[[ EXCERPTED RECORDS open ]]

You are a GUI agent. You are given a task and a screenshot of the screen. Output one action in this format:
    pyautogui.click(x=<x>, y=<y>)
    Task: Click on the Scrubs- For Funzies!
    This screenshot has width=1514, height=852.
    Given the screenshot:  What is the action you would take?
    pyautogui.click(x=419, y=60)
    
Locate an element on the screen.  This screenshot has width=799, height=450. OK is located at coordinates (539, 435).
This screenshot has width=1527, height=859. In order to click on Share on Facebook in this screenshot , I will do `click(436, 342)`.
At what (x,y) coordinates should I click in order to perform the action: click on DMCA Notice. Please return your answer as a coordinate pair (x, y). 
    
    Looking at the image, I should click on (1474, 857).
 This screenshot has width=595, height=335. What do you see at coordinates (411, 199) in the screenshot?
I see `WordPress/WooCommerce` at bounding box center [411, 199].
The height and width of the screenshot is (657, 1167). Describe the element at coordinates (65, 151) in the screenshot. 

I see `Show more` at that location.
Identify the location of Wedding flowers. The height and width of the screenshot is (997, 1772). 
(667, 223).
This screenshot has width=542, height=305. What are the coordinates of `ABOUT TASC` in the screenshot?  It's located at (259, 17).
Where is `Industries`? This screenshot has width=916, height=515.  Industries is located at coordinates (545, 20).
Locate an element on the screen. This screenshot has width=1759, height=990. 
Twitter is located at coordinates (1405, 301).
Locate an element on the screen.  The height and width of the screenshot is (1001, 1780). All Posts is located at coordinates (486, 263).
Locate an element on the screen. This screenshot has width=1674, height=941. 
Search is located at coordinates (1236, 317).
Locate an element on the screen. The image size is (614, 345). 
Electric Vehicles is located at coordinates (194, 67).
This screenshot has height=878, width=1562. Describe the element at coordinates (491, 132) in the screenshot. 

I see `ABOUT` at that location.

[[ EXCERPTED RECORDS closed ]]

EXERCISE BRIEF: Each line from the top of the records above through the line containing "This screenshot has width=1514, height=852." needs to be transcribed exactly, and no line after it.

EXPECTED ANSWER:
You are a GUI agent. You are given a task and a screenshot of the screen. Output one action in this format:
    pyautogui.click(x=<x>, y=<y>)
    Task: Click on the Scrubs- For Funzies!
    This screenshot has width=1514, height=852.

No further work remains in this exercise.